21. Article 5(6) sets out the one real obligation of a sender, i.e., "to pay the receiving bank for the payment order when the receiving bank accepts it". There is a special rule for payment orders that contain a future execution date; in that case the obligation to pay arises when the receiving bank accepts the payment order, "but payment is not due until the beginning of the execution period".
22. But what if there is a question as to whether the payment order was really sent by the person who is indicated as being the sender? In the case of a paper-based payment order the problem would arise as the result of an alleged forged signature of the purported sender. In an electronic payment order, an unauthorized person may have sent the message but the authentication by code, encryption or the like would be accurate.
23. The Model Law answers the question in three steps. The first step is described in article 5(1): "A sender is bound by a payment order ... if it was issued by the sender or by another person who had the authority to bind the sender." The question as to whether the other person did in fact and in law have the authority to bind the sender is left to the appropriate legal rules outside the Model Law.
24. The second step described in article 5(2) is the most important:
"When a payment order ... is subject to authentication [by agreement between the sender and the receiving bank], a purported sender ... is ... bound if
(a) the authentication is in the circumstances a commercially reasonable method of security against unauthorized payment orders, and
(b) the receiving bank complied with the authentication."
25. The assumption is that, in the case of an electronic payment order, the receiving bank determines the authentication procedures it is prepared to implement. Therefore, the bank bears all the risk of an unauthorized payment order when the authentication procedures are not at a minimum "commercially reasonable". The determination of what is commercially reasonable will vary from time to time and from place to place depending on the technology available, the cost of implementing the technology in comparison with the risk and such other factors as may be applicable at the time. Article 5(3) goes on to say that article 5(2) states an obligation that the receiving bank cannot avoid by agreement to the contrary. Article 5(2) does not apply, however, when the authentication procedure is "a mere comparison of signature", in which case the otherwise applicable law on the consequences of acting on a forged signature must be applied.
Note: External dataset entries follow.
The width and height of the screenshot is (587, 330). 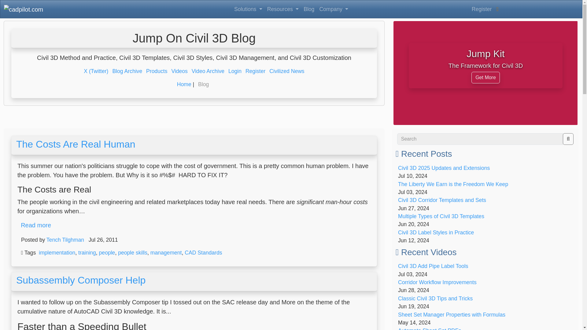 I want to click on Video Archive, so click(x=208, y=71).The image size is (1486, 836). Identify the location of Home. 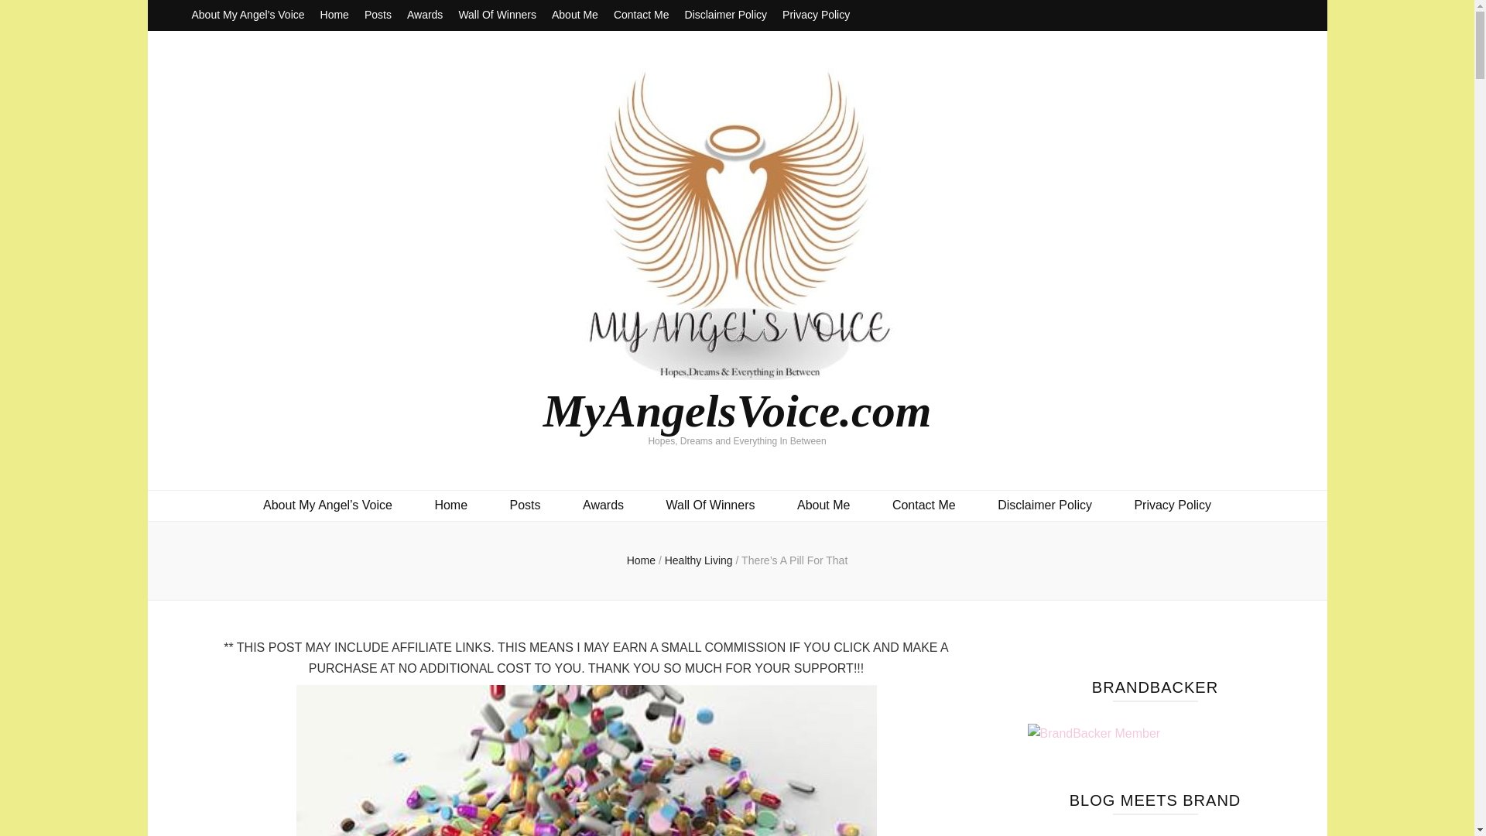
(641, 560). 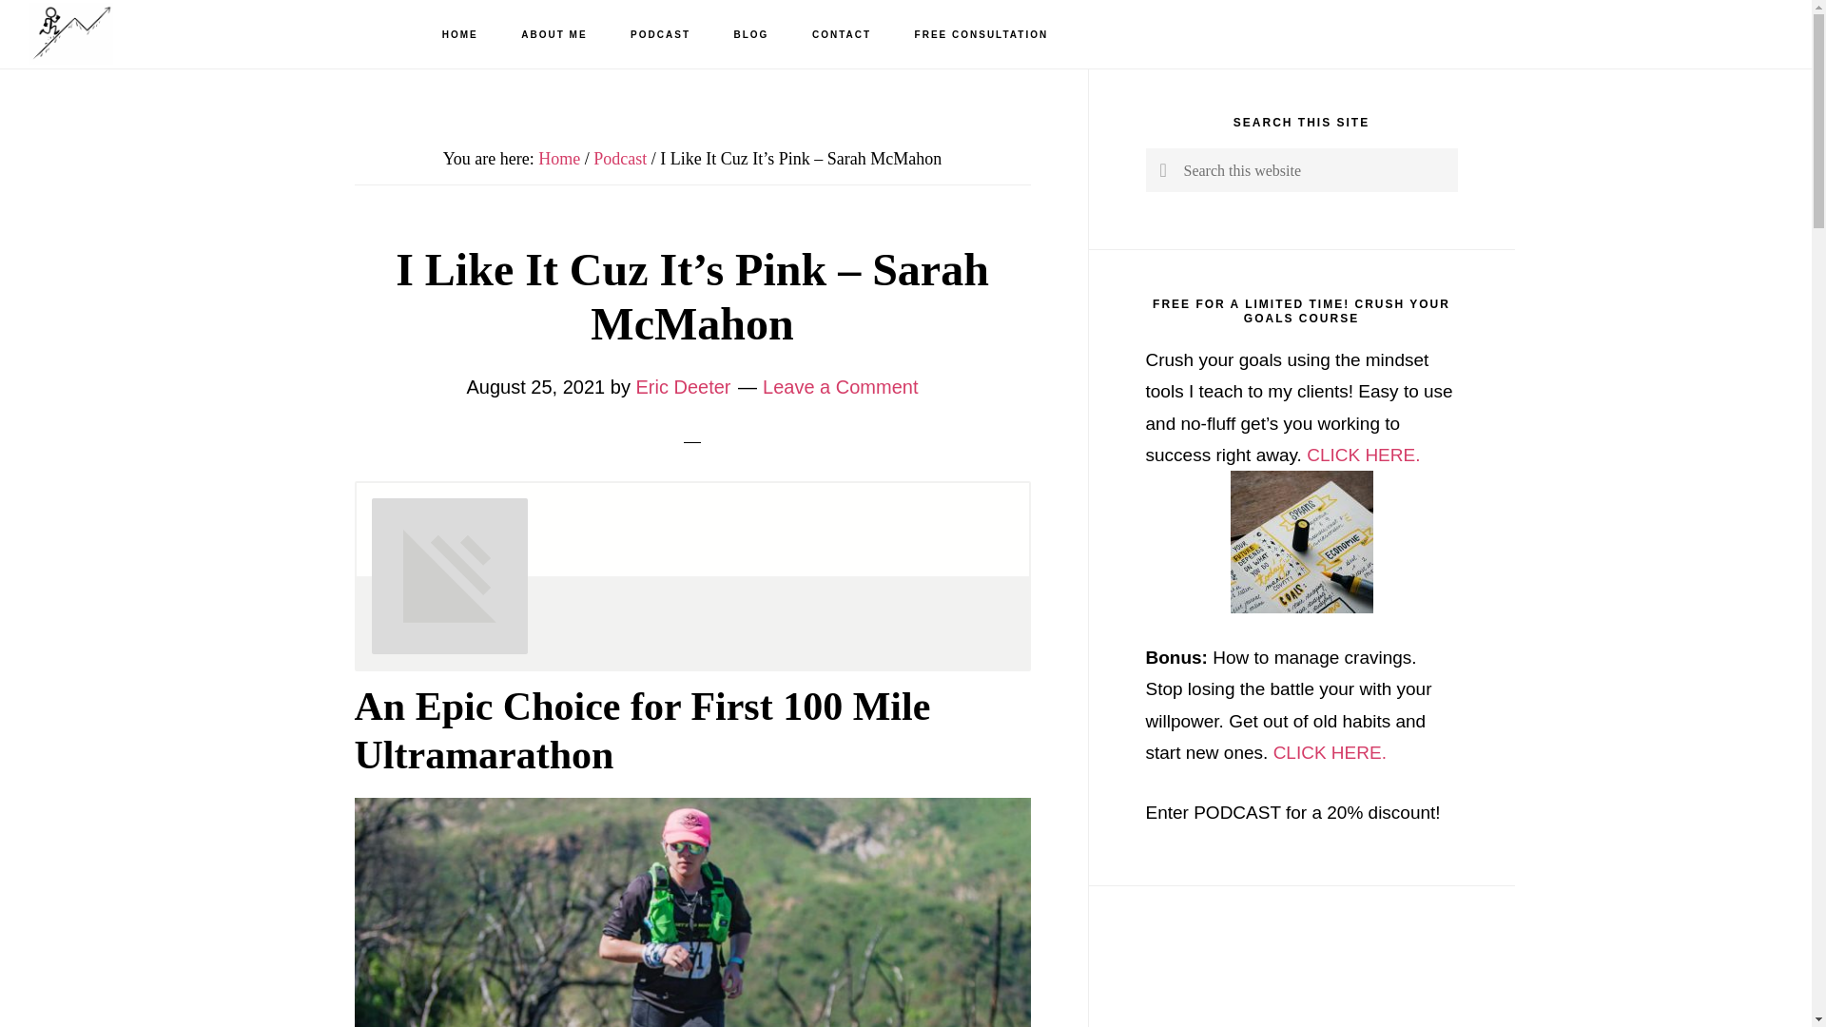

26. If the authentication procedure was commercially reasonable and the bank followed the procedure, the purported sender is bound by the payment order. This reflects two judgments. The first is that the bank has no means to distinguish the authorized use of the authentication from the unauthorized use of the authentication. Banks would be unable to offer electronic credit transfers at an acceptable price if they bore the risk that payment orders that were properly authenticated were nevertheless unauthorized. The second is the judgment that if the authentication procedure is commercially reasonable and the bank can show that it followed the procedure, the chances are that it was the sender's fault that someone unauthorized learned how to authenticate the payment order.
27. That introduces the third step in the analysis as described in article 5(4). The sender or the receiving bank, as the case may be, would be responsible for any unauthorized payment order that could be shown to have been sent as a result of the fault of that party. For the rule as to who bears the burden of proof, see article 5(4).